Green is now having second thoughts about everything he (and I) were thinking when we read those books 30 years ago:
I was wrong about what was unfolding, of course. And perhaps foolishly so. Post-Christianity has indeed come, but its impact on American believers looks drastically different from the visions of faithfulness I mused about in my Hauerwasian fantasies. I underestimated the “Take America back for God” prophets, credulously assuming they were a dying breed who would be gradually replaced by younger, sober-minded Christian realists. A hunger for taking-America-back-for-God while Making-America-Great-Again has risen sharply among many angry young (primarily male) Christians. This crowd is hardly finished with social power or political relevance, it turns out. In fact, they will do virtually anything to secure it, including an abdication of the teachings of Jesus itself.
MAGAfied post-Christianity offers an upside-down, photo-negative version of what I once imagined American Christianity might become. Rather than a chastened faith, drained of social power but instilled with a deeper capacity to follow Jesus, we are witnessing a rising brand of “Christianity” that venerates chest-thumping power, revels in vengeance, celebrates boastfulness, winks at racism, dismisses responsibilities for widows and orphans, unleashes terror on strangers and foreigners, and turns blind eyes to deception, corruption, and cruelty.
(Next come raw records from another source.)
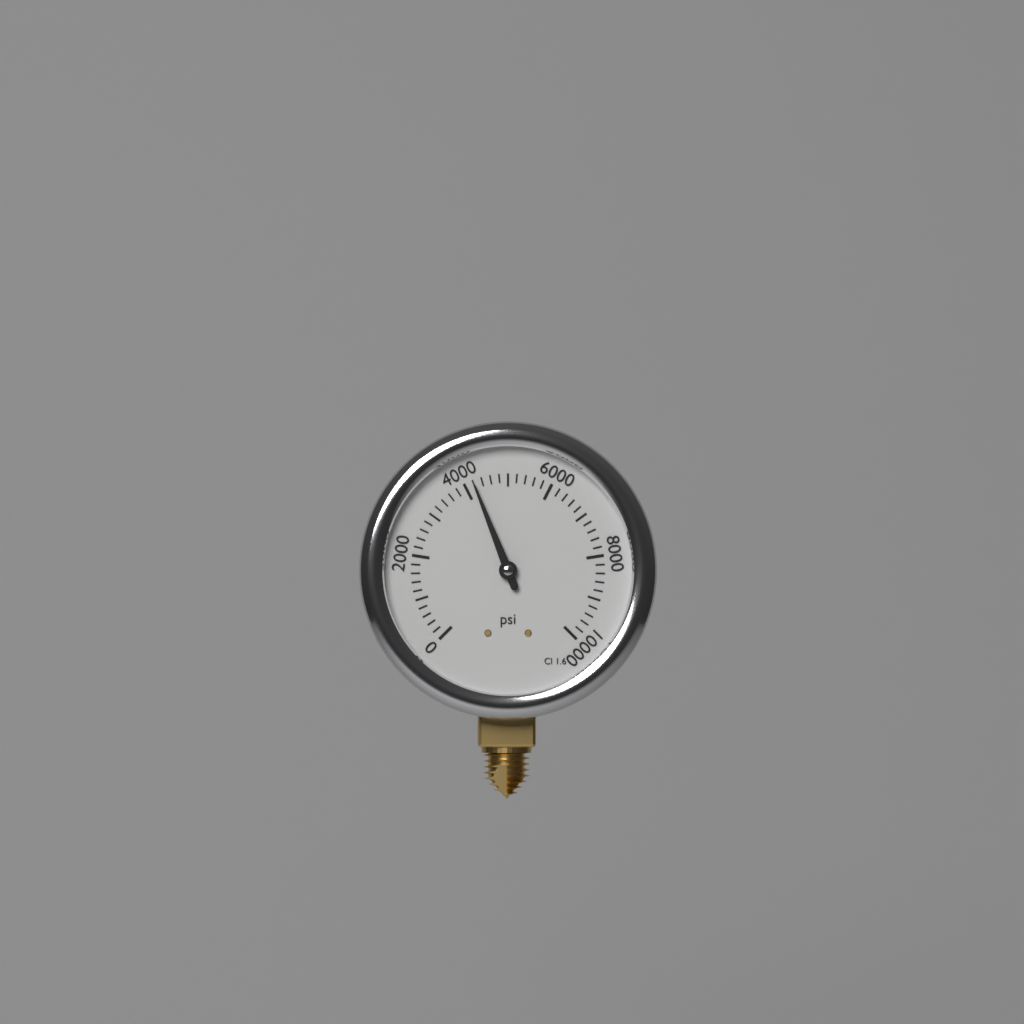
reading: 4200 psi
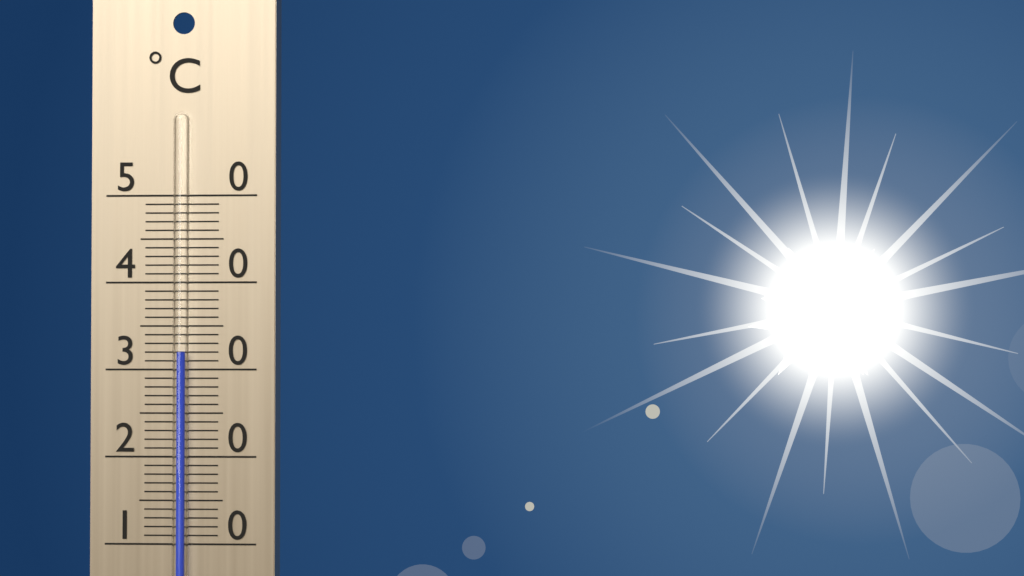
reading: 32 °C
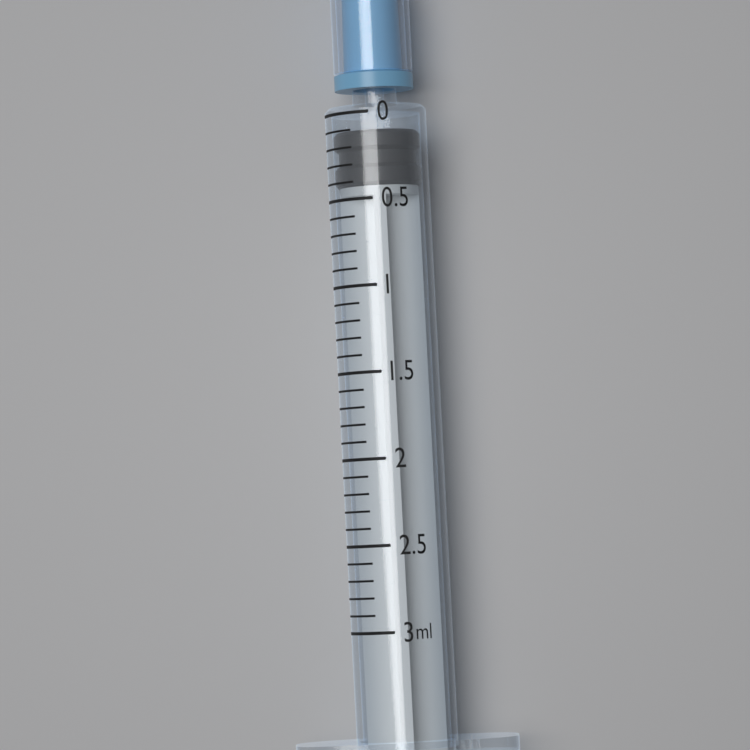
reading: 0.1 ml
It not only fails to give even lip service to the “soft” but central virtues of the New Testament Gospels (compassion, humility, cheek-turning, meekness, enemy-love), but it seems actively scornful toward all of them.
• The title for this post comes from a Johnny Cash children’s song called “Call of the Wild.” (It’s not a Johnny Cash classic, but it’s still Johnny Cash.)
I picked this song because the full lyric from the title is “Honk and holler as we go / going to see the Gulf of Mexico.”
And a song about Canada geese that still calls the Gulf of Mexico by its real name seems worth singing just about now.